Began his answer. Commenced his rejoinder.
Asked him to dine. Tendered him a banquet.
A bystander advised. One of those omnipresent
characters who, as if
in pursuance of some
previous arrangement,
are certain to be
encountered in the
vicinity when an accident
occurs, ventured
the suggestion.
He died. He deceased, he passed
out of existence, his
spirit quitted its
earthly habitation,
winged its way to
eternity, shook off
its burden, etc.
In one sense this is nothing new. The school of Pope in verse ended by
wire-drawing its phrase to such thinness that it could bear no weight of
meaning whatever. Nor is fine writing by any means confined to America.

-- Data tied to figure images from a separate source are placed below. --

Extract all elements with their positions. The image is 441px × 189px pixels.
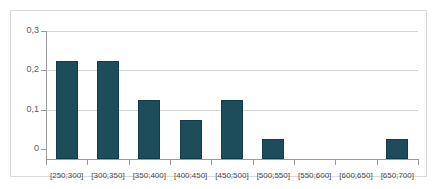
x-axis-tick-mark: [87, 160, 88, 165]
x-axis-tick-label: [500;550]: [253, 171, 294, 181]
x-axis-tick-mark: [46, 160, 47, 165]
y-axis-tick-label: 0,2: [26, 65, 39, 74]
y-axis-tick-label: 0,3: [26, 26, 39, 35]
bar[interactable]: [221, 100, 243, 159]
x-axis-tick-label: [250;300]: [46, 171, 87, 181]
y-axis-tick-labels: 0,30,20,10: [11, 11, 39, 189]
x-axis-tick-mark: [129, 160, 130, 165]
x-axis-line: [46, 159, 419, 160]
x-axis-tick-mark: [377, 160, 378, 165]
bar[interactable]: [56, 61, 78, 159]
bar[interactable]: [386, 139, 408, 159]
x-axis-tick-mark: [294, 160, 295, 165]
chart-frame: 0,30,20,10 [250;300][300;350][350;400][4…: [10, 10, 427, 177]
bar[interactable]: [97, 61, 119, 159]
y-axis-tick-label: 0,1: [26, 105, 39, 114]
x-axis-tick-label: [400;450]: [170, 171, 211, 181]
x-axis-tick-label: [650;700]: [377, 171, 418, 181]
x-axis-tick-label: [300;350]: [87, 171, 128, 181]
y-axis-tick-label: 0: [34, 144, 39, 153]
x-axis-tick-label: [550;600]: [294, 171, 335, 181]
x-axis-tick-label: [450;500]: [211, 171, 252, 181]
x-axis-tick-mark: [211, 160, 212, 165]
x-axis-tick-label: [600;650]: [335, 171, 376, 181]
bar-series: [46, 31, 419, 159]
x-axis-tick-mark: [253, 160, 254, 165]
x-axis-tick-mark: [335, 160, 336, 165]
x-axis-tick-mark: [170, 160, 171, 165]
bar[interactable]: [180, 120, 202, 159]
x-axis-tick-label: [350;400]: [129, 171, 170, 181]
bar[interactable]: [262, 139, 284, 159]
x-axis-tick-mark: [418, 160, 419, 165]
bar[interactable]: [138, 100, 160, 159]
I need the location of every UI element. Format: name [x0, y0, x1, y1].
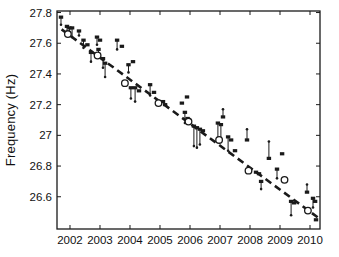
data-point [314, 218, 318, 221]
data-point [81, 39, 85, 42]
data-point [96, 48, 100, 51]
data-point [137, 89, 141, 92]
data-point [180, 102, 184, 105]
x-tick-label: 2006 [177, 234, 203, 246]
y-tick-label: 27.6 [30, 37, 52, 49]
x-tick-label: 2010 [297, 234, 323, 246]
frequency-vs-year-chart: 20022003200420052006200720082009201026.6… [0, 0, 339, 257]
data-point [59, 16, 63, 19]
error-bar-end-dot [102, 67, 105, 70]
x-tick-label: 2008 [237, 234, 263, 246]
error-bar-end-dot [227, 149, 230, 152]
y-tick-label: 27.8 [30, 7, 52, 19]
y-tick-label: 26.6 [30, 191, 52, 203]
data-point [219, 123, 223, 126]
data-point [259, 180, 263, 183]
y-tick-label: 26.8 [30, 160, 52, 172]
data-point [98, 39, 102, 42]
annual-mean-marker [245, 167, 252, 174]
error-bar-end-dot [149, 94, 152, 97]
error-bar-end-dot [276, 177, 279, 180]
data-point [163, 103, 167, 106]
data-point [226, 135, 230, 138]
annual-mean-marker [122, 80, 129, 87]
annual-mean-marker [305, 207, 312, 214]
data-point [129, 86, 133, 89]
annual-mean-marker [65, 31, 72, 38]
error-bar-end-dot [312, 206, 315, 209]
error-bar-end-dot [290, 214, 293, 217]
annual-mean-marker [216, 137, 223, 144]
data-point [280, 152, 284, 155]
error-bar-end-dot [246, 128, 249, 131]
data-point [95, 35, 99, 38]
annual-mean-marker [94, 52, 101, 59]
data-point [77, 29, 81, 32]
data-point [131, 60, 135, 63]
x-tick-label: 2002 [57, 234, 83, 246]
data-point [185, 95, 189, 98]
error-bar-end-dot [199, 143, 202, 146]
y-tick-label: 27 [39, 129, 52, 141]
annual-mean-marker [185, 118, 192, 125]
data-point [313, 200, 317, 203]
x-tick-label: 2007 [207, 234, 233, 246]
x-tick-label: 2009 [267, 234, 293, 246]
error-bar-end-dot [196, 146, 199, 149]
annual-mean-marker [281, 177, 288, 184]
data-point [133, 86, 137, 89]
data-point [267, 157, 271, 160]
error-bar-end-dot [134, 100, 137, 103]
error-bar-end-dot [60, 24, 63, 27]
error-bar-end-dot [96, 43, 99, 46]
data-point [201, 129, 205, 132]
data-point [148, 83, 152, 86]
error-bar-end-dot [306, 183, 309, 186]
data-point [70, 26, 74, 29]
data-point [257, 172, 261, 175]
error-bar-end-dot [222, 108, 225, 111]
data-point [245, 138, 249, 141]
data-point [120, 45, 124, 48]
data-point [305, 191, 309, 194]
data-point [103, 62, 107, 65]
error-bar-end-dot [193, 145, 196, 148]
data-point [115, 39, 119, 42]
x-tick-label: 2004 [117, 234, 143, 246]
error-bar-end-dot [116, 48, 119, 51]
error-bar-end-dot [268, 140, 271, 143]
data-point [233, 149, 237, 152]
data-point [126, 63, 130, 66]
data-point [101, 57, 105, 60]
data-point [311, 197, 315, 200]
data-point [275, 168, 279, 171]
data-point [89, 51, 93, 54]
y-tick-label: 27.2 [30, 99, 52, 111]
error-bar-end-dot [78, 34, 81, 37]
data-point [229, 138, 233, 141]
error-bar-end-dot [130, 97, 133, 100]
annual-mean-marker [155, 100, 162, 107]
y-axis-label: Frequency (Hz) [3, 74, 18, 166]
error-bar-end-dot [104, 76, 107, 79]
frequency-vs-year-figure: Frequency (Hz) 2002200320042005200620072… [0, 0, 339, 257]
error-bar-end-dot [82, 47, 85, 50]
data-point [292, 201, 296, 204]
error-bar-end-dot [90, 60, 93, 63]
error-bar-end-dot [260, 188, 263, 191]
data-point [221, 115, 225, 118]
x-tick-label: 2003 [87, 234, 113, 246]
data-point [85, 43, 89, 46]
x-tick-label: 2005 [147, 234, 173, 246]
data-point [152, 91, 156, 94]
error-bar-end-dot [127, 71, 130, 74]
data-point [183, 111, 187, 114]
y-tick-label: 27.4 [30, 68, 53, 80]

All writers without imagination fall into it of necessity whenever they
attempt the figurative. I take two examples from Mr. Merivale's 'History
of the Romans under the Empire,' which, indeed, is full of such.
'The
last years of the age familiarly styled the Augustan were singularly
barren of the literary glories from which its celebrity was chiefly
derived. One by one the stars in its firmament had been lost to the
world; Virgil and Horace, etc. , had long since died; the charm which the
imagination of Livy had thrown over the earlier annals of Rome had
ceased to shine on the details of almost contemporary history; and if
the flood of his eloquence still continued flowing, we can hardly
suppose that the stream was as rapid, as fresh, and as clear as ever. ' I
will not waste time in criticising the bad English or the mixture of
metaphor in these sentences, but will simply cite another from the same
author which is even worse. 'The shadowy phantom of the Republic
continued to flit before the eyes of the Caesar. There was still, he
apprehended, a germ of sentiment existing, on which a scion of his own
house, or even a stranger, might boldly throw himself and raise the
standard of patrician independence. ' Now a ghost may haunt a murderer,
but hardly, I should think, to scare him with the threat of taking a new
lease of its old tenement. And fancy the _scion_ of a _house_ in the act
of _throwing itself_ upon a _germ of sentiment_ to _raise a standard! _ I
am glad, since we have so much in the same kind to answer for, that this
bit of horticultural rhetoric is from beyond sea. I would not be
supposed to condemn truly imaginative prose. There is a simplicity of
splendor, no less than of plainness, and prose would be poor indeed if
it could not find a tongue for that meaning of the mind which is behind
the meaning of the words. It has sometimes seemed to me that in England
there was a growing tendency to curtail language into a mere
convenience, and to defecate it of all emotion as thoroughly as
algebraic signs. This has arisen, no doubt, in part from that healthy
national contempt of humbug which is characteristic of Englishmen, in
part from that sensitiveness to the ludicrous which makes them so shy of
expressing feeling, but in part also, it is to be feared, from a growing
distrust, one might almost say hatred, of whatever is super-material.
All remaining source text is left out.